Development pipeline with vscode

I have gone through a few setups for the VS code remote vs local, etc.
Is there a proven implementation to use VS Code on my PC to develop for my Home Assistant implementation? My current setup and what I would like to achieve:

  • Proxmox server running HomeAssistant
  • VS Code Server add-on. This is how I develop all my implementations today, from configuration to dashboard, etc.

What I would like to get to:

  • VS Code on my windows PC
  • Access to all the files on my HomeAssistant installation in VS Code local.
  • Use Github to maintain version control on all changes I make
  • Use copilot for help with coding.
  • Test on the HomeAssistant installation when I have changes made

Being the same development files on both HomeAssistant and local, should be used interchangeably. If I make changes in the VS Code server add-on, I should see those in my local version of VS Code.

I read from a tunnel plugin, ssh, or even samba.
Any advice on which way to go to get my intent going?

There’s nothing to stop you from doing that, but I would not trust the Co-Piliot thing unless it specifically trained on the current HA docs and rules. Otherwise you will be developing with 6month+ old code.

The homeassistant extension that works in the add-on also gives you local HA access to your files from remote.

Agree. I only use copilot for education. I will try to get the setup going and see how I can get the access locally vs. residing on my Proxmox HA VM.

Is there a specific reason you want to use the HA installation in your proxmox server?
I assume it is running HAOS which means you won’t be able to access the HA install itself which is inconvenient for development.

I think most people use the devcontainer or manual environment as described in the developer documentation Set up development environment | Home Assistant Developer Docs

This basically means you run a separate instance of Home Assistant on your development machine. That way the restarts of HA will not interrupt your regular HA instance. Also because you only need to load the integration you are working on it restarts really fast.

Personally I still use a manual environment in WSL (I never bothered to investigate devcontainer, but I hear lots of people liking it). So In my case VS code is on my Windows machine, VS Code connects to WSL and then I can use git in terminal window in VS Code or from the VS Code sidebar. CoPilot also works fine (like all VS Code plugins). I have a separate terminal window open where I (re)start HA when needed. All my files are in WSL, there is nothing local.

Hello,

I just wanted to create a thread by myself for exactly this use case. Glad I checked the existing threads before.

I can answer the “why run it on a server instead of the local windows machine” question: When using windows and wsl it is impossible to include some external usb peripherals (like the ble stick). Thats why I want to run it on proxmox (with attached ble usb stick) and debug from my windows pc and VSC.

Ah yes, accessing USB devices from WSL is a problem.

There is this method using USBIPD, but I personally never tried it because it looked complicated Connect USB devices | Microsoft Learn

I don’t know about BLE development myself, but I have seen recommendations of using an ESP-Home bluetooth proxy for development instead of using bluetooth dongles on the development machine. Those proxies are connected over IP so it is easy to use from anywhere. I don’t know if that works for your case.

If you need to access a USB device that is a serial port then you could forward it over TCP/IP. I made this integration to help with that GitHub - mvdwetering/network_serial_port: TCP to serial integration for Home Assistant (repo is HACS compatible so you can just add the URL)

To use it I disable the original integration that is using the USB serial port.
Then confgiure the network_serial_port integration to use the USB serial port. After that on my development machine connect to the TCP port exposed by the network_serial_port integration.

In my case the integration I was debugging was using PySerial so I could just use socket://<ha-ip>:<port> format to access the serial port. Otherwise you can convert the TCP port into a serial device with socat magic

When done disable network_serial_port integration and enable the original integration again.
While not super convenient this worked well enough for me to do some debugging with the Plugwise stick that was in my HAOS machine.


- Exercise aim: With the images removed, return every line below exactly as it reads.

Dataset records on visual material
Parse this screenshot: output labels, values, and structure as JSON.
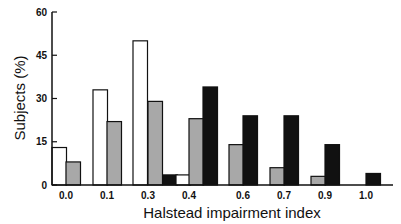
{
  "chart_data": {
    "type": "bar",
    "title": "",
    "xlabel": "Halstead impairment index",
    "ylabel": "Subjects (%)",
    "ylim": [
      0,
      60
    ],
    "yticks": [
      0,
      15,
      30,
      45,
      60
    ],
    "grid": false,
    "legend": null,
    "categories": [
      "0.0",
      "0.1",
      "0.3",
      "0.4",
      "0.6",
      "0.7",
      "0.9",
      "1.0"
    ],
    "series": [
      {
        "name": "group-white",
        "fill": "#ffffff",
        "values": [
          13,
          33,
          50,
          3.5,
          0,
          0,
          0,
          0
        ]
      },
      {
        "name": "group-gray",
        "fill": "#a8a8a8",
        "values": [
          8,
          22,
          29,
          23,
          14,
          6,
          3,
          0
        ]
      },
      {
        "name": "group-black",
        "fill": "#111111",
        "values": [
          0,
          0,
          3.5,
          34,
          24,
          24,
          14,
          4
        ]
      }
    ],
    "layout": {
      "bar_slots": [
        [
          52,
          66,
          null
        ],
        [
          93,
          107,
          null
        ],
        [
          133,
          148,
          163
        ],
        [
          176,
          189,
          203
        ],
        [
          null,
          229,
          243
        ],
        [
          null,
          270,
          284
        ],
        [
          null,
          311,
          325
        ],
        [
          null,
          null,
          366
        ]
      ],
      "label_x": [
        66,
        107,
        148,
        189,
        243,
        284,
        325,
        366
      ]
    }
  }
}
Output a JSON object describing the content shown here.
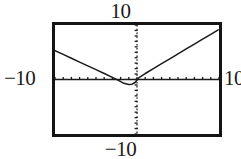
{
  "screen": {
    "width": 241,
    "height": 159,
    "background_color": "#ffffff",
    "frame_color": "#141414",
    "curve_color": "#1a1a1a",
    "axis_color": "#1a1a1a"
  },
  "labels": {
    "y_max": "10",
    "y_min": "−10",
    "x_min": "−10",
    "x_max": "10"
  },
  "chart_data": {
    "type": "line",
    "title": "",
    "xlabel": "",
    "ylabel": "",
    "xlim": [
      -10,
      10
    ],
    "ylim": [
      -10,
      10
    ],
    "grid": false,
    "legend": "none",
    "axes": {
      "x_axis_ticks": 20,
      "y_axis_ticks": 20,
      "x_tick_step": 1,
      "y_tick_step": 1,
      "x_axis_style": "solid-with-ticks",
      "y_axis_style": "dotted-with-ticks"
    },
    "annotations": [
      "Window range labels: 10 top, -10 bottom, -10 left, 10 right",
      "V-shaped absolute-value style graph with vertex slightly below and left of the origin"
    ],
    "series": [
      {
        "name": "v-curve",
        "points": [
          [
            -10.0,
            5.3
          ],
          [
            -9.0,
            4.6
          ],
          [
            -8.0,
            3.9
          ],
          [
            -7.0,
            3.2
          ],
          [
            -6.0,
            2.5
          ],
          [
            -5.0,
            1.8
          ],
          [
            -4.0,
            1.1
          ],
          [
            -3.0,
            0.4
          ],
          [
            -2.2,
            -0.2
          ],
          [
            -1.6,
            -0.7
          ],
          [
            -1.0,
            -0.9
          ],
          [
            -0.6,
            -0.85
          ],
          [
            -0.2,
            -0.5
          ],
          [
            0.2,
            0.3
          ],
          [
            1.0,
            1.1
          ],
          [
            2.0,
            2.0
          ],
          [
            3.0,
            2.9
          ],
          [
            4.0,
            3.8
          ],
          [
            5.0,
            4.7
          ],
          [
            6.0,
            5.6
          ],
          [
            7.0,
            6.5
          ],
          [
            8.0,
            7.4
          ],
          [
            9.0,
            8.3
          ],
          [
            9.9,
            9.1
          ]
        ]
      }
    ]
  }
}
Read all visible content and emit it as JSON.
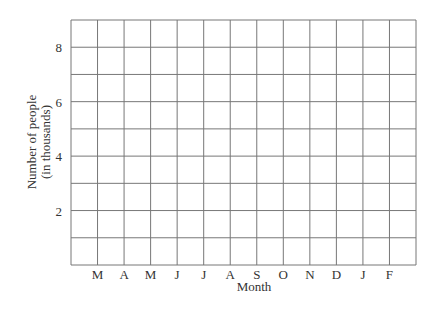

- Task output:
Parse this screenshot: output labels, values, and structure as JSON.
{
  "chart_data": {
    "type": "bar",
    "title": "",
    "xlabel": "Halstead impairment index",
    "ylabel": "Subjects (%)",
    "ylim": [
      0,
      60
    ],
    "yticks": [
      0,
      15,
      30,
      45,
      60
    ],
    "grid": false,
    "legend": null,
    "categories": [
      "0.0",
      "0.1",
      "0.3",
      "0.4",
      "0.6",
      "0.7",
      "0.9",
      "1.0"
    ],
    "series": [
      {
        "name": "group-white",
        "fill": "#ffffff",
        "values": [
          13,
          33,
          50,
          3.5,
          0,
          0,
          0,
          0
        ]
      },
      {
        "name": "group-gray",
        "fill": "#a8a8a8",
        "values": [
          8,
          22,
          29,
          23,
          14,
          6,
          3,
          0
        ]
      },
      {
        "name": "group-black",
        "fill": "#111111",
        "values": [
          0,
          0,
          3.5,
          34,
          24,
          24,
          14,
          4
        ]
      }
    ],
    "layout": {
      "bar_slots": [
        [
          52,
          66,
          null
        ],
        [
          93,
          107,
          null
        ],
        [
          133,
          148,
          163
        ],
        [
          176,
          189,
          203
        ],
        [
          null,
          229,
          243
        ],
        [
          null,
          270,
          284
        ],
        [
          null,
          311,
          325
        ],
        [
          null,
          null,
          366
        ]
      ],
      "label_x": [
        66,
        107,
        148,
        189,
        243,
        284,
        325,
        366
      ]
    }
  }
}
Output a JSON object describing the content shown here.
{
  "screen": {
    "width": 241,
    "height": 159,
    "background_color": "#ffffff",
    "frame_color": "#141414",
    "curve_color": "#1a1a1a",
    "axis_color": "#1a1a1a"
  },
  "labels": {
    "y_max": "10",
    "y_min": "−10",
    "x_min": "−10",
    "x_max": "10"
  },
  "chart_data": {
    "type": "line",
    "title": "",
    "xlabel": "",
    "ylabel": "",
    "xlim": [
      -10,
      10
    ],
    "ylim": [
      -10,
      10
    ],
    "grid": false,
    "legend": "none",
    "axes": {
      "x_axis_ticks": 20,
      "y_axis_ticks": 20,
      "x_tick_step": 1,
      "y_tick_step": 1,
      "x_axis_style": "solid-with-ticks",
      "y_axis_style": "dotted-with-ticks"
    },
    "annotations": [
      "Window range labels: 10 top, -10 bottom, -10 left, 10 right",
      "V-shaped absolute-value style graph with vertex slightly below and left of the origin"
    ],
    "series": [
      {
        "name": "v-curve",
        "points": [
          [
            -10.0,
            5.3
          ],
          [
            -9.0,
            4.6
          ],
          [
            -8.0,
            3.9
          ],
          [
            -7.0,
            3.2
          ],
          [
            -6.0,
            2.5
          ],
          [
            -5.0,
            1.8
          ],
          [
            -4.0,
            1.1
          ],
          [
            -3.0,
            0.4
          ],
          [
            -2.2,
            -0.2
          ],
          [
            -1.6,
            -0.7
          ],
          [
            -1.0,
            -0.9
          ],
          [
            -0.6,
            -0.85
          ],
          [
            -0.2,
            -0.5
          ],
          [
            0.2,
            0.3
          ],
          [
            1.0,
            1.1
          ],
          [
            2.0,
            2.0
          ],
          [
            3.0,
            2.9
          ],
          [
            4.0,
            3.8
          ],
          [
            5.0,
            4.7
          ],
          [
            6.0,
            5.6
          ],
          [
            7.0,
            6.5
          ],
          [
            8.0,
            7.4
          ],
          [
            9.0,
            8.3
          ],
          [
            9.9,
            9.1
          ]
        ]
      }
    ]
  }
}
Read all visible content and emit it as JSON.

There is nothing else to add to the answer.